Sechelt resident Judy Malnarick has recently published a most interesting Family History and donated copies to the Sechelt Community Archives and to the Sechelt Public Library. Two years ago, Judy was given a collection of letters, maps and family documents which are now in the Brockville, Ont., Museum and Archives. Reading them revealed a wealth of information about Victorian courtship, social, economic and political conditions in Canada from the 1860s and into the 20th century. Through diligent research Judy has traced her maternal and paternal forebears to England, Ireland, Scotland and Romania.
The English ancestors, the Sherwoods, came to the United States in 1634 and settled in Stratford, Conn. Descendants became judges, ministers, army officers and politicians. After the American War of Independence, a Thomas Sherwood moved to Canada to Brockville where as an Empire Loyalist he was granted land for his services. Each generation of Sherwoods served their community well and became prominent citizens.
A Lett ancestor went to Ireland with Cromwell’s army and stayed there. Various Letts emigrated to Canada between 1847 and 1850 to farm in the Eganville, Ont., area. Judy’s great-grandfather, Dr. Francis Lett, was a farmer, teacher and finally a Methodist minister. He and Ann Jane (Dana) Sherwood were married in 1885, and lived in many Ontario parishes, finally settling in Brockville until moving to Vancouver in 1912 where he became the first minister of the newly formed Methodist Church of Vancouver. He died in 1914 and his widow and children stayed in Vancouver. One of his daughters, Judy’s grandmother, Mary, became a teacher and taught at the Methodist Church school on Haida Gwaii where she met William (Scotty) Fraser. He and his brother Duncan had left northeast Scotland to “seek their fortunes in a new land.”
Mary and William were married in 1917 and lived in Vancouver. He worked for the Pacific Construction Company and died in an accident. Mary and her three very young children, Frank and twins Emily and William (Bill), moved in with her mother, Dana.
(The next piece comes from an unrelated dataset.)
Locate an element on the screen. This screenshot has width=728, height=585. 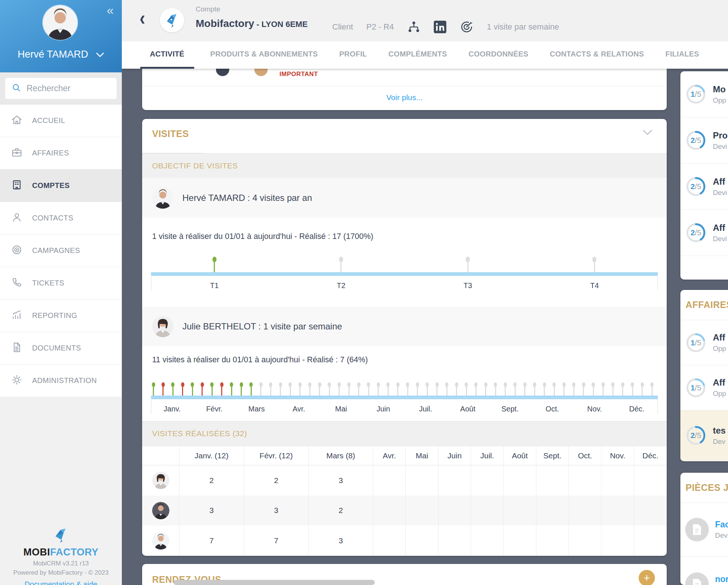
user-name: Hervé TAMARD is located at coordinates (53, 54).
Dana’s son and Mary’s brother, Sherwood Lett, helped the two widows; he had served in both wars, was Chancellor of UBC and became Chief Justice of the B.C. Supreme Court.
Judy’s father, Bill Fraser, married Lily Toderash whose parents had left Bukovina, an area of Romania, in the early 1900s. This part of Europe has seen many upheavals over the years and life must have been very difficult for the people of the region. Land was fought over time and time again and residents killed, imprisoned or forced to flee.
History should not only be about battles, kings and queens, politics or treaties but should also record how these affected the lives of ordinary families and their communities over the generations. It is important we have a record of our families’ pasts. Thank you, Judy, for sharing your family’s history with us.
Ann Watson is the Archivist for Sechelt Community Archives.